The concept of “acceptably sharp” is important here. In optical reality, only one precise distance is in perfect focus. Everything else is technically slightly blurred. But at small enough levels of blur, our eyes cannot distinguish the softness from true sharpness. The threshold for this acceptable blur is called the circle of confusion (CoC), and it varies by sensor size because larger sensors are typically viewed at larger print sizes or require less magnification.
The Three Factors That Control Depth of Field
Three primary variables determine how deep or shallow your depth of field will be.

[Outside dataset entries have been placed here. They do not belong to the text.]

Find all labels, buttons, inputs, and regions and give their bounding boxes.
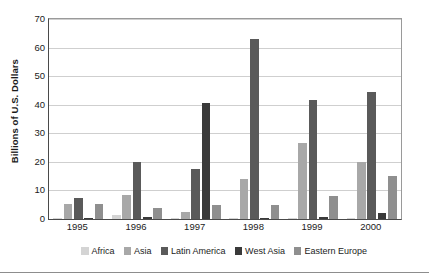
legend-swatch-icon [235, 247, 243, 255]
bar [64, 204, 73, 219]
bar [309, 100, 318, 219]
bar-group [166, 19, 225, 219]
x-axis-tick-labels: 199519961997199819992000 [48, 221, 400, 239]
bar [319, 217, 328, 219]
bar-group [342, 19, 401, 219]
legend-label: Eastern Europe [304, 246, 367, 256]
y-axis-title: Billions of U.S. Dollars [2, 0, 26, 222]
legend-label: West Asia [245, 246, 285, 256]
chart-legend: AfricaAsiaLatin AmericaWest AsiaEastern … [48, 243, 400, 259]
bar-group [225, 19, 284, 219]
bar [288, 218, 297, 219]
bar-group [108, 19, 167, 219]
bar-group [49, 19, 108, 219]
y-axis-tick-labels: 010203040506070 [26, 18, 48, 218]
bar [357, 162, 366, 219]
x-axis-tick-label: 1996 [107, 221, 166, 239]
legend-swatch-icon [124, 247, 132, 255]
legend-label: Asia [134, 246, 152, 256]
x-axis-tick-label: 1999 [283, 221, 342, 239]
plot-area [48, 18, 402, 220]
bar [240, 179, 249, 219]
legend-swatch-icon [294, 247, 302, 255]
bar [181, 212, 190, 219]
bar [329, 196, 338, 219]
bar [250, 39, 259, 219]
bar [260, 218, 269, 219]
bar [84, 218, 93, 219]
x-axis-tick-label: 1997 [165, 221, 224, 239]
bar [191, 169, 200, 219]
legend-item[interactable]: Latin America [161, 246, 226, 256]
bar-groups [49, 19, 401, 219]
bar [229, 218, 238, 219]
bar [133, 162, 142, 219]
y-axis-tick-label: 40 [34, 98, 45, 109]
bar [143, 217, 152, 219]
x-axis-tick-label: 1995 [48, 221, 107, 239]
y-axis-tick-label: 20 [34, 155, 45, 166]
y-axis-tick-label: 50 [34, 70, 45, 81]
bar [171, 218, 180, 219]
bar [298, 143, 307, 219]
legend-item[interactable]: Eastern Europe [294, 246, 367, 256]
bar [367, 92, 376, 219]
bar [202, 103, 211, 219]
bar [212, 205, 221, 219]
y-axis-tick-label: 0 [40, 213, 45, 224]
bar [153, 208, 162, 219]
legend-swatch-icon [161, 247, 169, 255]
y-axis-tick-label: 30 [34, 127, 45, 138]
bar [122, 195, 131, 219]
bar [388, 176, 397, 219]
legend-item[interactable]: West Asia [235, 246, 285, 256]
bar [347, 218, 356, 219]
bar [74, 198, 83, 219]
y-axis-tick-label: 10 [34, 184, 45, 195]
y-axis-title-text: Billions of U.S. Dollars [9, 59, 20, 163]
x-axis-tick-label: 2000 [341, 221, 400, 239]
footer-divider [0, 272, 429, 273]
bar [53, 218, 62, 219]
y-axis-tick-label: 60 [34, 41, 45, 52]
x-axis-tick-label: 1998 [224, 221, 283, 239]
legend-label: Africa [92, 246, 115, 256]
bar [95, 204, 104, 219]
bar [378, 213, 387, 219]
bar [271, 205, 280, 219]
legend-item[interactable]: Africa [81, 246, 115, 256]
legend-label: Latin America [171, 246, 226, 256]
legend-swatch-icon [81, 247, 89, 255]
y-axis-tick-label: 70 [34, 13, 45, 24]
bar-group [284, 19, 343, 219]
legend-item[interactable]: Asia [124, 246, 152, 256]
bar-chart-figure: Billions of U.S. Dollars 010203040506070… [0, 0, 429, 275]
bar [112, 215, 121, 219]
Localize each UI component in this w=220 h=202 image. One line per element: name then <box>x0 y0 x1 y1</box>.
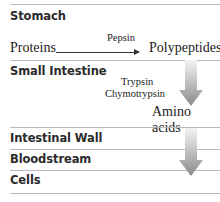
stage-stomach-label: Stomach <box>10 9 66 23</box>
product-polypeptides: Polypeptides <box>149 40 220 56</box>
stage-cells-label: Cells <box>10 173 40 187</box>
reaction-arrow-icon <box>56 52 139 53</box>
down-arrow-icon <box>179 60 203 106</box>
divider-bottom <box>10 193 220 194</box>
enzyme-trypsin: Trypsin <box>121 76 153 87</box>
stage-small-intestine-label: Small Intestine <box>10 64 106 78</box>
enzyme-pepsin: Pepsin <box>107 32 135 43</box>
absorption-down-arrow-icon <box>179 128 203 176</box>
enzyme-chymotrypsin: Chymotrypsin <box>105 88 165 99</box>
divider-top <box>10 4 220 5</box>
stage-intestinal-wall-label: Intestinal Wall <box>10 131 102 145</box>
stage-bloodstream-label: Bloodstream <box>10 152 91 166</box>
substrate-proteins: Proteins <box>10 40 56 56</box>
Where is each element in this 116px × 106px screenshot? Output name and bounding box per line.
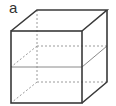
hidden-section-left [11,46,37,67]
section-lines [11,46,107,67]
section-right [82,46,107,67]
hidden-edges [11,10,107,103]
visible-edges [11,10,107,103]
hidden-edge-bottom-left-depth [11,82,37,103]
top-face-edges [11,10,107,31]
cube-diagram [0,0,116,106]
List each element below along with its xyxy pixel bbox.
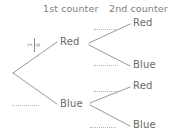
branch-blue-to-blue [90, 105, 130, 126]
node-level2-red-blue: Blue [133, 59, 156, 70]
node-level2-blue-blue: Blue [133, 119, 156, 130]
branch-red-to-blue [89, 45, 130, 66]
fraction-numerator: 3 [27, 38, 33, 52]
probability-root-red: 3 6 [27, 38, 41, 52]
blank-root-blue-probability[interactable] [12, 105, 39, 106]
node-level2-red-red: Red [133, 17, 153, 28]
blank-blue-blue-probability[interactable] [90, 127, 116, 128]
header-1st-counter: 1st counter [43, 3, 98, 14]
node-level1-blue: Blue [60, 98, 83, 109]
node-level2-blue-red: Red [133, 80, 153, 91]
blank-red-blue-probability[interactable] [94, 65, 118, 66]
branch-red-to-red [89, 24, 130, 43]
branch-blue-to-red [90, 87, 130, 103]
blank-blue-red-probability[interactable] [94, 91, 118, 92]
node-level1-red: Red [60, 36, 80, 47]
blank-red-red-probability[interactable] [94, 29, 118, 30]
header-2nd-counter: 2nd counter [109, 3, 168, 14]
branch-root-to-blue [13, 73, 57, 104]
fraction-denominator: 6 [35, 38, 41, 52]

Understanding each one gives you creative control over your images.
1. Aperture
Aperture has the most direct relationship with depth of field. A wider aperture (smaller f-number like f/1.4 or f/2) produces a shallower depth of field, isolating your subject against a blurred background. A narrower aperture (larger f-number like f/11 or f/16) produces a deeper depth of field, keeping more of the scene sharp from foreground to background.

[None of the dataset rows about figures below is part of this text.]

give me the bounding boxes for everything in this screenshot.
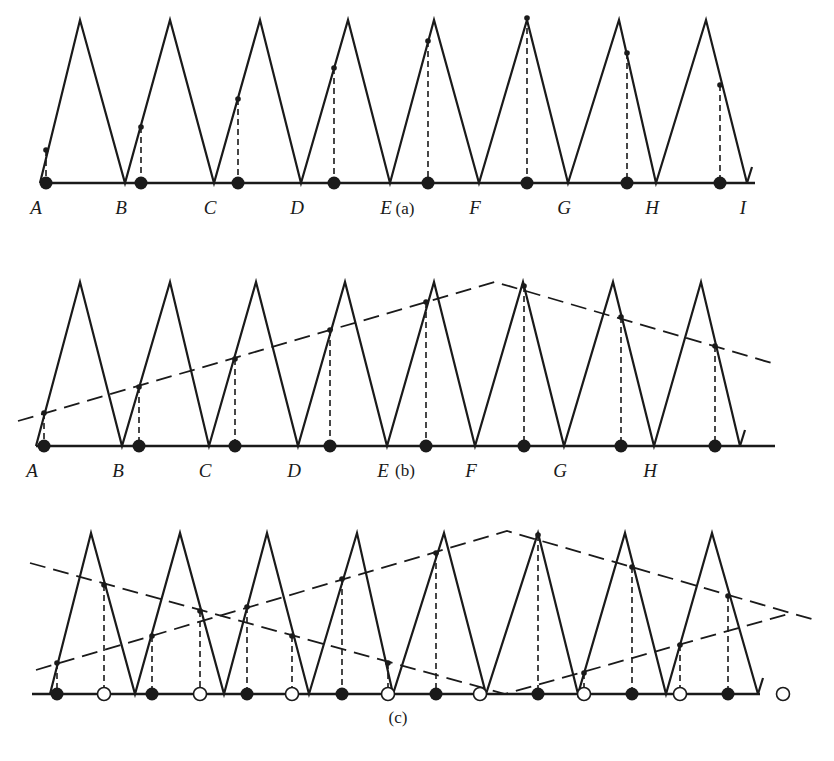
sample-point (717, 82, 723, 88)
point-label: A (24, 460, 38, 481)
filled-sample-marker (615, 440, 628, 453)
sample-point (101, 582, 107, 588)
filled-sample-marker (521, 177, 534, 190)
triangle-wave (40, 20, 747, 183)
point-label: F (464, 460, 477, 481)
filled-sample-marker (336, 688, 349, 701)
sample-point (385, 660, 391, 666)
sample-point (521, 283, 527, 289)
sample-point (244, 604, 250, 610)
sample-point (43, 147, 49, 153)
sample-point (425, 38, 431, 44)
point-label: E (376, 460, 389, 481)
envelope-dashed (36, 531, 815, 670)
point-label: A (28, 197, 42, 218)
sample-point (624, 50, 630, 56)
point-label: C (204, 197, 217, 218)
point-label: H (642, 460, 658, 481)
filled-sample-marker (146, 688, 159, 701)
sample-point (41, 410, 47, 416)
caption-a: (a) (396, 199, 415, 218)
filled-sample-marker (38, 440, 51, 453)
open-sample-marker (286, 688, 299, 701)
sample-point (524, 15, 530, 21)
sample-point (136, 384, 142, 390)
open-sample-marker (674, 688, 687, 701)
filled-sample-marker (420, 440, 433, 453)
sample-point (581, 670, 587, 676)
open-sample-marker (578, 688, 591, 701)
sample-point (712, 343, 718, 349)
envelope-dashed (30, 563, 788, 694)
filled-sample-marker (430, 688, 443, 701)
sample-point (197, 608, 203, 614)
filled-sample-marker (51, 688, 64, 701)
end-tick (747, 167, 752, 183)
filled-sample-marker (626, 688, 639, 701)
filled-sample-marker (232, 177, 245, 190)
sample-point (289, 633, 295, 639)
point-label: I (739, 197, 748, 218)
triangle-wave (50, 533, 758, 694)
filled-sample-marker (133, 440, 146, 453)
filled-sample-marker (135, 177, 148, 190)
sample-point (339, 576, 345, 582)
sample-point (235, 96, 241, 102)
triangle-wave (36, 282, 740, 446)
sample-point (535, 532, 541, 538)
filled-sample-marker (241, 688, 254, 701)
open-sample-marker (382, 688, 395, 701)
open-sample-marker (98, 688, 111, 701)
open-sample-marker (474, 688, 487, 701)
filled-sample-marker (328, 177, 341, 190)
filled-sample-marker (324, 440, 337, 453)
sample-point (725, 593, 731, 599)
sample-point (149, 633, 155, 639)
point-label: F (468, 197, 481, 218)
end-tick (758, 678, 763, 694)
filled-sample-marker (722, 688, 735, 701)
caption-c: (c) (389, 708, 408, 727)
filled-sample-marker (532, 688, 545, 701)
sample-point (677, 642, 683, 648)
envelope-dashed (18, 282, 775, 421)
point-label: G (553, 460, 567, 481)
panel-b: ABCDEFGH (18, 282, 775, 481)
sample-point (232, 356, 238, 362)
filled-sample-marker (714, 177, 727, 190)
panel-c (30, 531, 815, 701)
point-label: C (199, 460, 212, 481)
open-sample-marker (777, 688, 790, 701)
point-label: B (112, 460, 124, 481)
sample-point (423, 299, 429, 305)
point-label: H (644, 197, 660, 218)
open-sample-marker (194, 688, 207, 701)
filled-sample-marker (621, 177, 634, 190)
end-tick (740, 430, 745, 446)
filled-sample-marker (40, 177, 53, 190)
sample-point (629, 564, 635, 570)
sample-point (138, 124, 144, 130)
panel-a: ABCDEFGHI (28, 15, 755, 218)
sampling-diagram: ABCDEFGHI (a) ABCDEFGH (b) (c) (0, 0, 834, 761)
filled-sample-marker (229, 440, 242, 453)
sample-point (54, 660, 60, 666)
filled-sample-marker (422, 177, 435, 190)
point-label: D (286, 460, 301, 481)
sample-point (618, 314, 624, 320)
point-label: G (557, 197, 571, 218)
point-label: D (289, 197, 304, 218)
sample-point (433, 550, 439, 556)
sample-point (327, 327, 333, 333)
sample-point (331, 65, 337, 71)
point-label: B (115, 197, 127, 218)
filled-sample-marker (518, 440, 531, 453)
caption-b: (b) (395, 461, 415, 480)
filled-sample-marker (709, 440, 722, 453)
point-label: E (379, 197, 392, 218)
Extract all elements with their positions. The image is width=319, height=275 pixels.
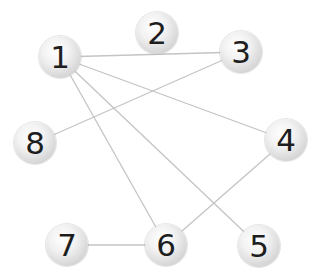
node-5: 5 <box>238 225 280 267</box>
node-label: 1 <box>50 42 70 73</box>
node-4: 4 <box>265 119 307 161</box>
node-label: 8 <box>25 128 45 159</box>
node-7: 7 <box>46 224 88 266</box>
node-label: 6 <box>156 230 176 261</box>
node-8: 8 <box>14 122 56 164</box>
node-label: 7 <box>57 230 77 261</box>
node-6: 6 <box>145 224 187 266</box>
node-label: 5 <box>249 231 269 262</box>
node-2: 2 <box>136 12 178 54</box>
node-label: 3 <box>231 37 251 68</box>
edge-1-6 <box>60 57 166 245</box>
node-3: 3 <box>220 31 262 73</box>
node-1: 1 <box>39 36 81 78</box>
node-label: 4 <box>276 125 296 156</box>
edge-1-5 <box>60 57 259 246</box>
node-label: 2 <box>147 18 167 49</box>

This is why portrait photographers often shoot at f/1.4 to f/2.8. The shallow depth of field separates the subject from distracting backgrounds. Landscape photographers, on the other hand, typically choose f/8 to f/16 to maximize sharpness across the entire scene.
2. Focal Length
Longer focal lengths produce shallower depth of field at the same aperture and subject distance. A 200mm lens at f/4 focused at 10 meters will have a much thinner focus zone than a 24mm lens at the same settings. This is one reason telephoto lenses are favored for portraits and wildlife photography, where background separation is desirable.
Wide-angle lenses naturally provide deeper depth of field, which makes them ideal for landscape and architectural photography where you want everything sharp. However, this is partly an illusion of perspective. When you maintain the same subject magnification (the subject is the same size in the frame), the depth of field difference between focal lengths is much smaller than most photographers assume.
3. Subject Distance
The closer you are to your subject, the shallower the depth of field becomes. This is why macro photography is so challenging. When you are centimeters from a tiny subject, depth of field can shrink to fractions of a millimeter. Even at f/16 or f/22, a macro photographer may only have a few millimeters of sharp focus to work with.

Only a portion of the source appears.